The Desirability of Preserving the Martial Virtues

Although there is increasing opposition to the display of the fighting emotions and instincts in war, nevertheless the admirable moral and physical qualities, claimed by the militarists to be the unique products of war, are too valuable to be lost. As McDougall[2] has indicated, when the life of ideas becomes richer, and the means we take to overcome obstructions to our efforts more refined and complex, the instinct to fight ceases to express itself in its crude natural manner, save when most intensely excited, and becomes rather a source of increased energy of action towards the end set by any other instinct; the energy of its impulses adds itself to and reënforces that of other impulses and so helps us to overcome our difficulties. In this lies its great value for civilized man. A man devoid of the pugnacious instinct would not only be incapable of anger, but would lack this great source of reserve energy which is called into play in most of us by any difficulty in our path.

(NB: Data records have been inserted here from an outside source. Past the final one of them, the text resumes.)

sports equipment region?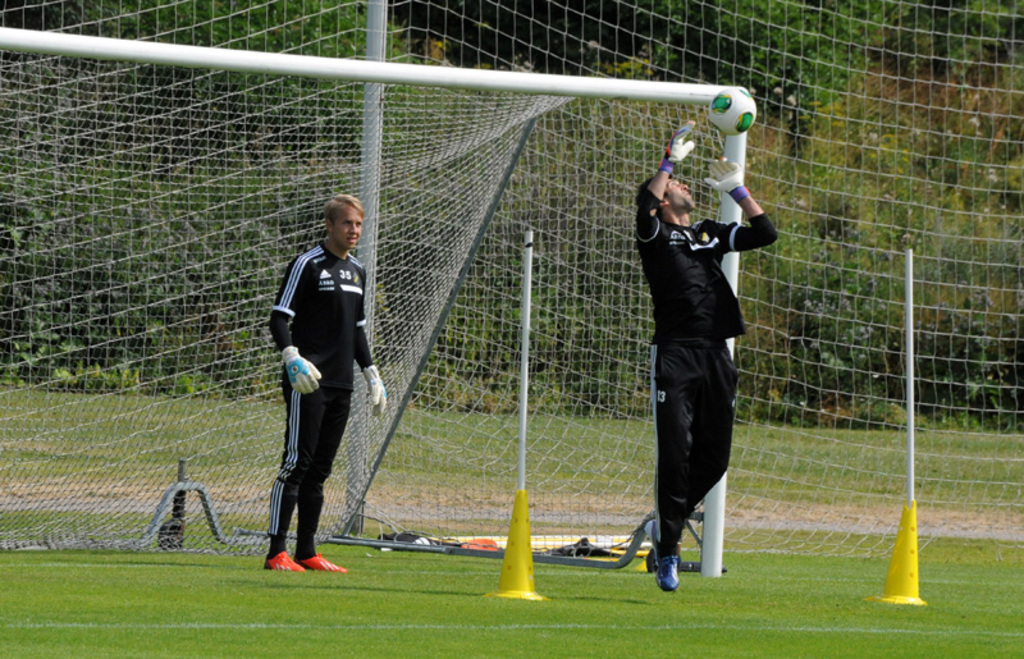
<region>0, 22, 746, 578</region>
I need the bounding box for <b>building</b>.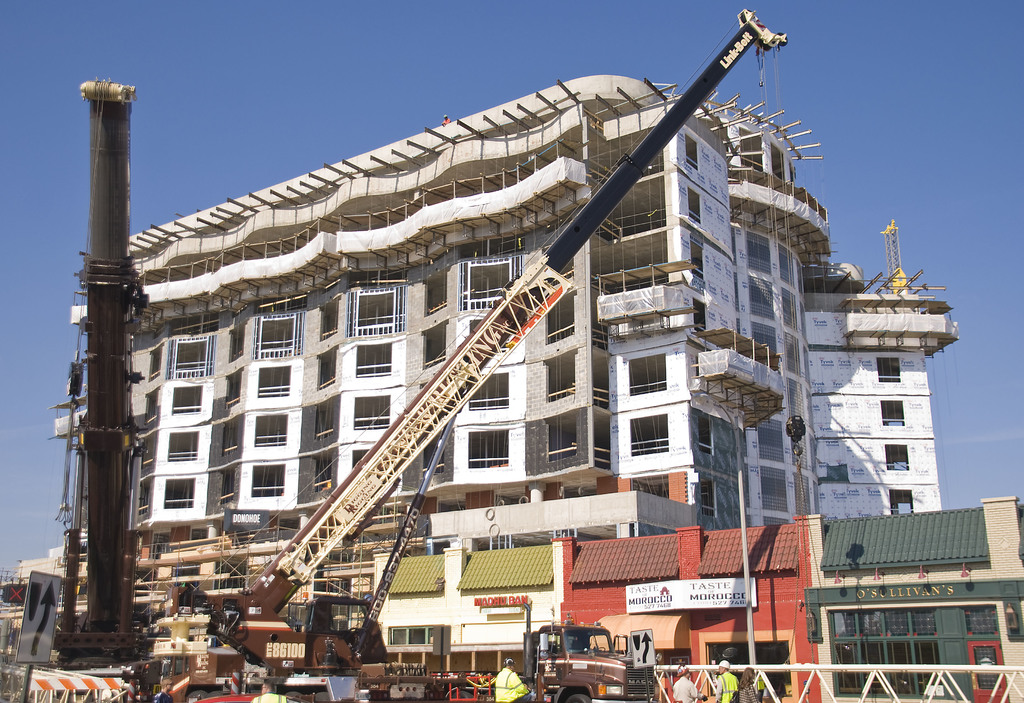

Thus the very efficiency of a war against war, as well as struggle against other evils that beset civilized society, rests on the preservation and use of aggressive feeling and the instinct to attack. From this point of view the insistence by the militarists that we must accept human nature as we find it, and that the attempt to change it is foolish, seems a more justifiable attitude than that of the pacifists who belittle the fighting qualities and urge that changing them is a relatively simple process. We should not wish them changed. Even if in the war against war a means should be established of securing international justice, and if through coöperative action the decrees of justice were enforced, so that the occasions which would arouse belligerent emotions and instincts were much reduced, there would still remain the need of recognizing their elemental character and their possible usefulness to society. What is needed is not a suppression of these capacities to feel and act, but their diversion into other channels where they may have satisfactory expression.